Through different artistic periods, Mike Steiner’s embrace of experimentation never waned. Whether producing Super 8 film, in-depth photography, copy art, or installation, each project pushed the boundaries of what contemporary art could be in Germany and internationally. His role in creating (and then deconstructing) the very archive of video art has made him not just an artist but a steward of cultural memory, with his collection now an immensely valuable resource for researchers and audiences alike.
As a thinker and mediator, Steiner was unafraid to traverse genres: from “Berlin Video” programs in Riga, to televised broadcast with his innovative "Videogalerie" (1985-1990), he brought the moving image into the living rooms of the German public. As Joseph Beuys’s confidante and documentarist, as host and archivist, his impact quadrates with the likes of Marina Abramovi?, Vito Acconci, and Allan Kaprow – yet always through a Berlin perspective, grounded in the conditions and networks of contemporary arts Berlin.

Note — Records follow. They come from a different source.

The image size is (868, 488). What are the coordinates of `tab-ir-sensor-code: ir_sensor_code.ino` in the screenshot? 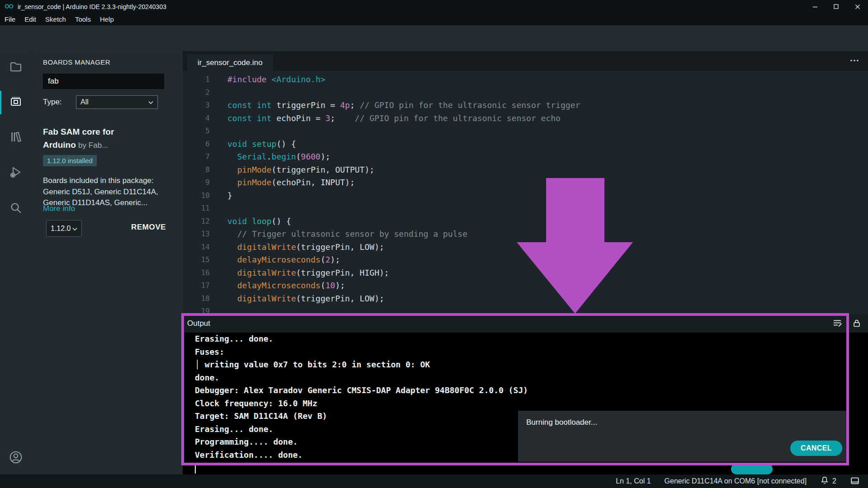 It's located at (230, 62).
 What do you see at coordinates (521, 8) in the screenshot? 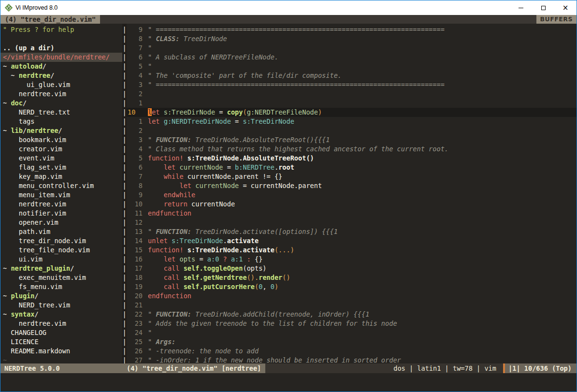
I see `minimize-button` at bounding box center [521, 8].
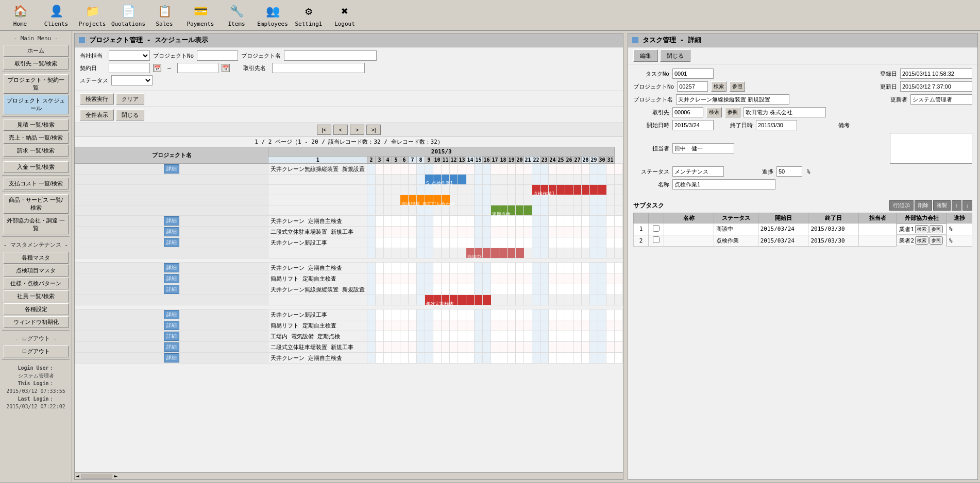  I want to click on select-tantou, so click(129, 56).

After suffering a stroke in 2006, Steiner retreated more to his Berlin studio, focusing once more on abstract paintings and textile works, showing a continual urge to innovate even in later years. His legacy, sealed by the donation of his video archive to Hamburger Bahnhof and a series of posthumous exhibitions, remains vibrant and influential. The recent exhibitions and ongoing scholarly attention continue to cement his place in the pantheon of those who redefined contemporary art in the 20th and early 21st centuries.
Today, revisiting Mike Steiner’s art means revisiting the energy of contemporary arts Berlin, the Fluxus movement, and the birth of video art. It means tracing the threads of collaboration, risk, and invention. The fruits of his restless search for the new – paintings, films, installations, and documentation – await viewers ready to be challenged, moved, and inspired.

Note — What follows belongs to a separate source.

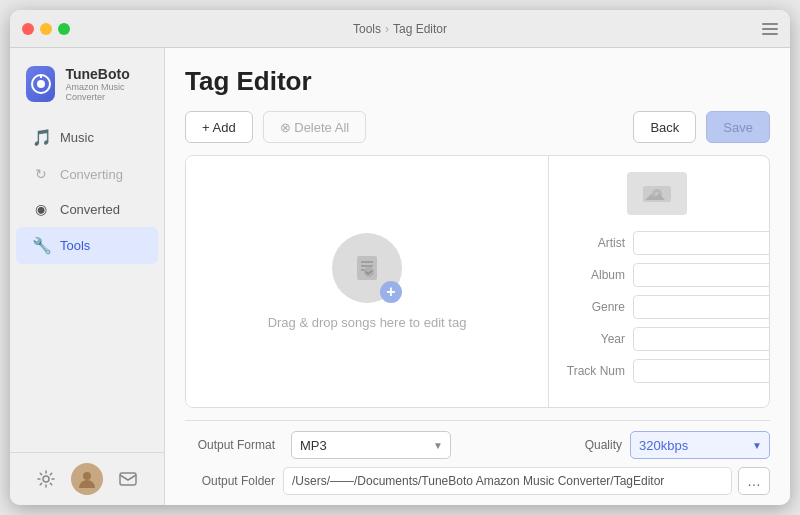 This screenshot has height=515, width=800. What do you see at coordinates (702, 371) in the screenshot?
I see `track-num-input` at bounding box center [702, 371].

For those seeking a deeper engagement, the official site of Mike Steiner hosts further insights into his biography, archives, and featured works. To experience the range of his abstract paintings and video installations, a visit is highly recommended. Let Mike Steiner’s unique vision of contemporary art unsettle and illuminate you – a legacy as lively as the Berlin he so loved.